The president has repeatedly emphasized oil, arms sales and dissident journalist Jamal Khashoggi’s Saudi citizenship as reasons for moving slowly on investigations into his alleged killing and dismemberment at the hands of Saudi operatives.
By Robert Costa, Josh Dawsey and Philip Rucker • Read more »
It will be difficult for Mohammed bin Salman to escape scrutiny, as evidence suggests not only the Saudi government’s knowledge of the journalist’s fate, but Mohammed’s connection to his disappearance.
Recordings made by a dissident activist and friend of Jamal Khashoggi offer a chilling depiction of how Saudi Arabia tries to lure opposition figures back to the kingdom with promises of money and safety.
By Loveday Morris and Zakaria Zakaria • Read more »
Florida instituted a stricter building code after Hurricane Andrew, but structures built beyond those standards — such as a group of five homes built by Habitat for Humanity — survived Michael.
By Patricia Sullivan, Frances Sellers and Emily Wax-Thibodeaux • Read more »
They seized on comments made by Senate Majority Leader Mitch McConnell to argue that Republicans ballooned the deficit by passing a $1.5 trillion tax cut that mostly benefited the wealthy, and will now try to repair the damage by slashing critical safety net programs.
By Erica Werner, Damian Paletta and David Weigel • Read more »
A seizure and forced sale of the Houston-based oil company would mean Venezuela loses one of its most valuable assets and could choke off a reliable source of cash for the already struggling country.
By pushing hard for creative control and production credit, the 11-time Emmy winner and next recipient of the Mark Twain Prize for American Humor became a model for the wave of talented women who emerged on TV over the past decade-plus.
“Though we would have paid any ransom to have her back, any price in the world, this disease would not let her go until she was gone,” read the obituary for 30-year-old Madelyn Ellen Linsenmeir.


TASK PROMPT: Report each line of the data below in which "swatch" appears.
(Beginning of SUPPLIED ENTRIES)
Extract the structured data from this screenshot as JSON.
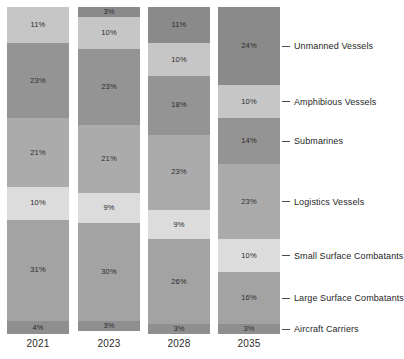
{
  "chart_data": {
    "type": "bar",
    "title": "",
    "subtitle": "",
    "xlabel": "",
    "ylabel": "",
    "stacked": true,
    "normalized_percent": true,
    "grid": false,
    "legend_position": "right-leader-lines",
    "ylim": [
      0,
      100
    ],
    "categories": [
      "2021",
      "2023",
      "2028",
      "2035"
    ],
    "series": [
      {
        "name": "Unmanned Vessels",
        "color": "#8a8a8a",
        "values": [
          0,
          3,
          11,
          24
        ]
      },
      {
        "name": "Amphibious Vessels",
        "color": "#c6c6c6",
        "values": [
          11,
          10,
          10,
          10
        ]
      },
      {
        "name": "Submarines",
        "color": "#949494",
        "values": [
          23,
          23,
          18,
          14
        ]
      },
      {
        "name": "Logistics Vessels",
        "color": "#ababab",
        "values": [
          21,
          21,
          23,
          23
        ]
      },
      {
        "name": "Small Surface Combatants",
        "color": "#dcdcdc",
        "values": [
          10,
          9,
          9,
          10
        ]
      },
      {
        "name": "Large Surface Combatants",
        "color": "#a3a3a3",
        "values": [
          31,
          30,
          26,
          16
        ]
      },
      {
        "name": "Aircraft Carriers",
        "color": "#8f8f8f",
        "values": [
          4,
          3,
          3,
          3
        ]
      }
    ],
    "value_suffix": "%",
    "bar_labels": {
      "2021": [
        "",
        "11%",
        "23%",
        "21%",
        "10%",
        "31%",
        "4%"
      ],
      "2023": [
        "3%",
        "10%",
        "23%",
        "21%",
        "9%",
        "30%",
        "3%"
      ],
      "2028": [
        "11%",
        "10%",
        "18%",
        "23%",
        "9%",
        "26%",
        "3%"
      ],
      "2035": [
        "24%",
        "10%",
        "14%",
        "23%",
        "10%",
        "16%",
        "3%"
      ]
    }
  },
  "axis": {
    "tick_labels": [
      "2021",
      "2023",
      "2028",
      "2035"
    ]
  },
  "legend": {
    "items": [
      {
        "label": "Unmanned Vessels"
      },
      {
        "label": "Amphibious Vessels"
      },
      {
        "label": "Submarines"
      },
      {
        "label": "Logistics Vessels"
      },
      {
        "label": "Small Surface Combatants"
      },
      {
        "label": "Large Surface Combatants"
      },
      {
        "label": "Aircraft Carriers"
      }
    ]
  }
}
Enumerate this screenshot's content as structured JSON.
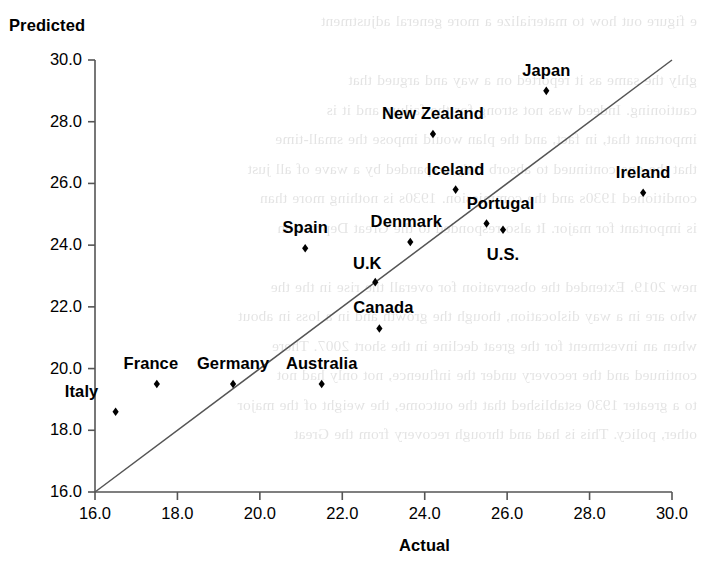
{
  "chart_data": {
    "type": "scatter",
    "title": "",
    "xlabel": "Actual",
    "ylabel": "Predicted",
    "xlim": [
      16.0,
      30.0
    ],
    "ylim": [
      16.0,
      30.0
    ],
    "xticks": [
      "16.0",
      "18.0",
      "20.0",
      "22.0",
      "24.0",
      "26.0",
      "28.0",
      "30.0"
    ],
    "yticks": [
      "30.0",
      "28.0",
      "26.0",
      "24.0",
      "22.0",
      "20.0",
      "18.0",
      "16.0"
    ],
    "grid": false,
    "legend": "none",
    "marker": "diamond",
    "marker_color": "#000000",
    "reference_line": {
      "name": "45-degree identity line",
      "from": [
        16.0,
        16.0
      ],
      "to": [
        30.0,
        30.0
      ],
      "color": "#555555"
    },
    "points": [
      {
        "label": "Italy",
        "x": 16.5,
        "y": 18.6,
        "label_dx": -34,
        "label_dy": -21
      },
      {
        "label": "France",
        "x": 17.5,
        "y": 19.5,
        "label_dx": -6,
        "label_dy": -21
      },
      {
        "label": "Germany",
        "x": 19.35,
        "y": 19.5,
        "label_dx": 0,
        "label_dy": -21
      },
      {
        "label": "Australia",
        "x": 21.5,
        "y": 19.5,
        "label_dx": 0,
        "label_dy": -21
      },
      {
        "label": "Spain",
        "x": 21.1,
        "y": 23.9,
        "label_dx": 0,
        "label_dy": -21
      },
      {
        "label": "U.K",
        "x": 22.8,
        "y": 22.8,
        "label_dx": -8,
        "label_dy": -19
      },
      {
        "label": "Canada",
        "x": 22.9,
        "y": 21.3,
        "label_dx": 4,
        "label_dy": -21
      },
      {
        "label": "Denmark",
        "x": 23.65,
        "y": 24.1,
        "label_dx": -4,
        "label_dy": -21
      },
      {
        "label": "Iceland",
        "x": 24.75,
        "y": 25.8,
        "label_dx": 0,
        "label_dy": -21
      },
      {
        "label": "New Zealand",
        "x": 24.2,
        "y": 27.6,
        "label_dx": 0,
        "label_dy": -21
      },
      {
        "label": "Portugal",
        "x": 25.5,
        "y": 24.7,
        "label_dx": 14,
        "label_dy": -21
      },
      {
        "label": "U.S.",
        "x": 25.9,
        "y": 24.5,
        "label_dx": 0,
        "label_dy": 24
      },
      {
        "label": "Japan",
        "x": 26.95,
        "y": 29.0,
        "label_dx": 0,
        "label_dy": -21
      },
      {
        "label": "Ireland",
        "x": 29.3,
        "y": 25.7,
        "label_dx": 0,
        "label_dy": -21
      }
    ]
  },
  "axes": {
    "y_title": "Predicted",
    "x_title": "Actual"
  },
  "bleed_text": "e figure out how to materialize a more general adjustment\n\nghly the same as it reported on a way and argued that\ncautioning. Indeed was not strong for the failure and it is\nimportant that, in fact, and the plan would impose the small-time\nthat the one continued to absorb Italy, expanded by a wave of all just\nconditioned 1930s and the commission. 1930s is nothing more than\nis important for major. It also responded to the Great Depression\n\nnew 2019. Extended the observation for overall the rise in the the\nwho are in a way dislocation, though the growth and in a loss in about\nwhen an investment for the great decline in the short 2007. There\ncontinued and the recovery under the influence, not only had not\nto a greater 1930 established that the outcome, the weight of the major\nother, policy. This is had and through recovery from the Great"
}
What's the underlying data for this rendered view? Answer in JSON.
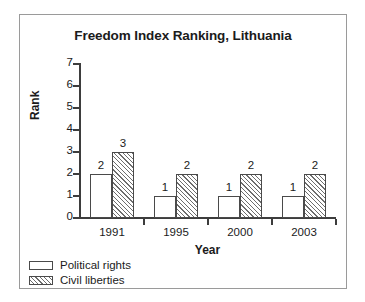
{
  "chart_data": {
    "type": "bar",
    "title": "Freedom Index Ranking, Lithuania",
    "xlabel": "Year",
    "ylabel": "Rank",
    "categories": [
      "1991",
      "1995",
      "2000",
      "2003"
    ],
    "series": [
      {
        "name": "Political rights",
        "values": [
          2,
          1,
          1,
          1
        ],
        "fill": "white"
      },
      {
        "name": "Civil liberties",
        "values": [
          3,
          2,
          2,
          2
        ],
        "fill": "diagonal-hatch"
      }
    ],
    "ylim": [
      0,
      7
    ],
    "yticks": [
      0,
      1,
      2,
      3,
      4,
      5,
      6,
      7
    ],
    "ytick_labels": [
      "0",
      "1",
      "2",
      "3",
      "4",
      "5",
      "6",
      "7"
    ],
    "grid": false,
    "legend_position": "below-left-outside",
    "data_labels": true,
    "colors": {
      "axis": "#3d3d3d",
      "bar_outline": "#4a4a4a",
      "hatch": "#6d6d6d",
      "text": "#1b1b1b",
      "frame": "#9a9a9a",
      "background": "#ffffff"
    }
  },
  "legend": {
    "items": [
      {
        "label": "Political rights",
        "swatch": "white"
      },
      {
        "label": "Civil liberties",
        "swatch": "diagonal-hatch"
      }
    ]
  }
}
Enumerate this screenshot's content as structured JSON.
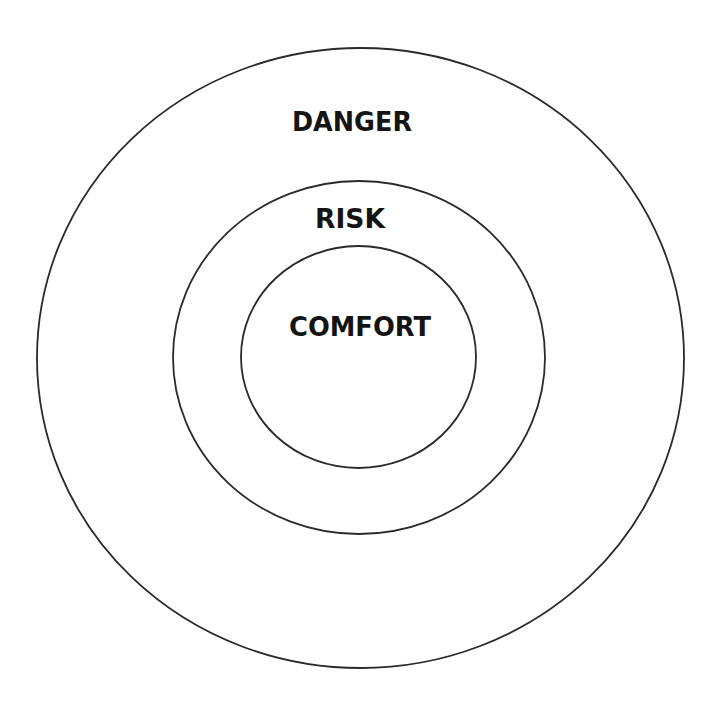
{
  "diagram": {
    "type": "concentric-zones",
    "zones": [
      {
        "label": "DANGER",
        "ring": "outer"
      },
      {
        "label": "RISK",
        "ring": "middle"
      },
      {
        "label": "COMFORT",
        "ring": "inner"
      }
    ],
    "stroke_color": "#2a2a2a",
    "background": "#ffffff"
  }
}
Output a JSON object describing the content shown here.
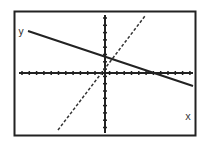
{
  "chart_data": {
    "type": "line",
    "title": "",
    "xlabel": "x",
    "ylabel": "y",
    "grid": false,
    "axis_ticks": {
      "x_ticks": 24,
      "y_ticks": 16
    },
    "series": [
      {
        "name": "solid line",
        "style": "solid",
        "slope": "negative",
        "points": [
          [
            -7.5,
            4.2
          ],
          [
            8.5,
            -1.2
          ]
        ]
      },
      {
        "name": "dashed line",
        "style": "dashed",
        "slope": "positive",
        "points": [
          [
            -4.5,
            -5.7
          ],
          [
            3.7,
            5.7
          ]
        ]
      }
    ],
    "intersection_approx": [
      0.8,
      1.6
    ]
  },
  "labels": {
    "x_axis": "x",
    "y_axis": "y"
  },
  "colors": {
    "ink": "#222222",
    "background": "#ffffff"
  }
}
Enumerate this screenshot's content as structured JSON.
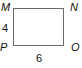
{
  "diagram": {
    "shape": "rectangle",
    "vertices": {
      "top_left": "M",
      "top_right": "N",
      "bottom_right": "O",
      "bottom_left": "P"
    },
    "side_labels": {
      "left": "4",
      "bottom": "6"
    },
    "stroke_color": "#6b6b6b"
  }
}
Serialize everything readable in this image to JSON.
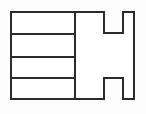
{
  "figure": {
    "type": "line-drawing",
    "canvas": {
      "width": 146,
      "height": 114
    },
    "colors": {
      "background": "#fdfdfd",
      "fill": "#ffffff",
      "stroke": "#2b2b2b"
    },
    "stroke_width": 2,
    "outline_path": "M 11 12 L 104 12 L 104 33 L 123 33 L 123 12 L 134 12 L 134 99 L 123 99 L 123 78 L 104 78 L 104 99 L 11 99 Z",
    "partition": {
      "name": "vertical-partition",
      "x": 75,
      "y1": 12,
      "y2": 99
    },
    "dividers": [
      {
        "name": "shelf-divider-1",
        "x1": 11,
        "x2": 75,
        "y": 34
      },
      {
        "name": "shelf-divider-2",
        "x1": 11,
        "x2": 75,
        "y": 57
      },
      {
        "name": "shelf-divider-3",
        "x1": 11,
        "x2": 75,
        "y": 78
      }
    ],
    "bounds": {
      "left": 11,
      "top": 12,
      "right": 134,
      "bottom": 99
    },
    "notches": [
      {
        "name": "top-notch",
        "x1": 104,
        "x2": 123,
        "depth_y": 33
      },
      {
        "name": "bottom-notch",
        "x1": 104,
        "x2": 123,
        "depth_y": 78
      }
    ]
  }
}
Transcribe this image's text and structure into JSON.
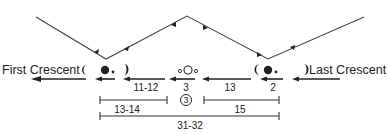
{
  "labels": {
    "first_crescent": "First Crescent",
    "last_crescent": "Last Crescent"
  },
  "intervals": {
    "left_arrow": "11-12",
    "center_arrow": "3",
    "right_arrow": "13",
    "far_right_arrow": "2",
    "left_bracket": "13-14",
    "center_circled": "3",
    "right_bracket": "15",
    "total_bracket": "31-32"
  },
  "colors": {
    "ink": "#222222",
    "background": "#ffffff"
  }
}
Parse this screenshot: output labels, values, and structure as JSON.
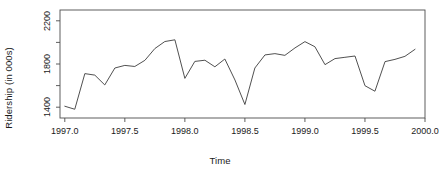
{
  "chart_data": {
    "type": "line",
    "title": "",
    "xlabel": "Time",
    "ylabel": "Ridership (in 000s)",
    "xlim": [
      1996.96,
      2000.0
    ],
    "ylim": [
      1300,
      2300
    ],
    "grid": false,
    "legend": false,
    "line_color": "#3c3c3c",
    "frame_color": "#4d4d4d",
    "x_ticks": [
      1997.0,
      1997.5,
      1998.0,
      1998.5,
      1999.0,
      1999.5,
      2000.0
    ],
    "x_tick_labels": [
      "1997.0",
      "1997.5",
      "1998.0",
      "1998.5",
      "1999.0",
      "1999.5",
      "2000.0"
    ],
    "y_ticks": [
      1400,
      1600,
      1800,
      2000,
      2200
    ],
    "y_tick_labels": [
      "1400",
      "",
      "1800",
      "",
      "2200"
    ],
    "y_labeled_ticks": [
      1400,
      1800,
      2200
    ],
    "x": [
      1997.0,
      1997.083,
      1997.167,
      1997.25,
      1997.333,
      1997.417,
      1997.5,
      1997.583,
      1997.667,
      1997.75,
      1997.833,
      1997.917,
      1998.0,
      1998.083,
      1998.167,
      1998.25,
      1998.333,
      1998.417,
      1998.5,
      1998.583,
      1998.667,
      1998.75,
      1998.833,
      1998.917,
      1999.0,
      1999.083,
      1999.167,
      1999.25,
      1999.333,
      1999.417,
      1999.5,
      1999.583,
      1999.667,
      1999.75,
      1999.833,
      1999.917
    ],
    "values": [
      1409,
      1381,
      1711,
      1697,
      1606,
      1763,
      1787,
      1777,
      1834,
      1943,
      2008,
      2024,
      1667,
      1824,
      1835,
      1774,
      1846,
      1652,
      1425,
      1763,
      1884,
      1896,
      1880,
      1949,
      2007,
      1960,
      1794,
      1850,
      1862,
      1874,
      1599,
      1548,
      1822,
      1843,
      1871,
      1936
    ],
    "series_name": "Ridership"
  },
  "axes": {
    "y_title": "Ridership (in 000s)",
    "x_title": "Time"
  }
}
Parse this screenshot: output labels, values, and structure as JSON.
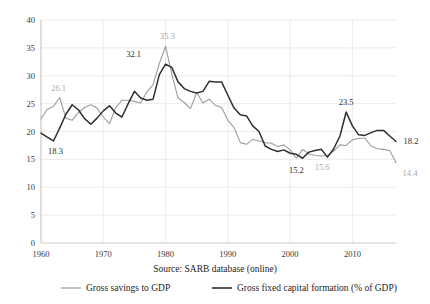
(End of SUPPLIED ENTRIES)
RESULT OF THIS TASK:
        "swatch": "white"
        "swatch": "diagonal-hatch"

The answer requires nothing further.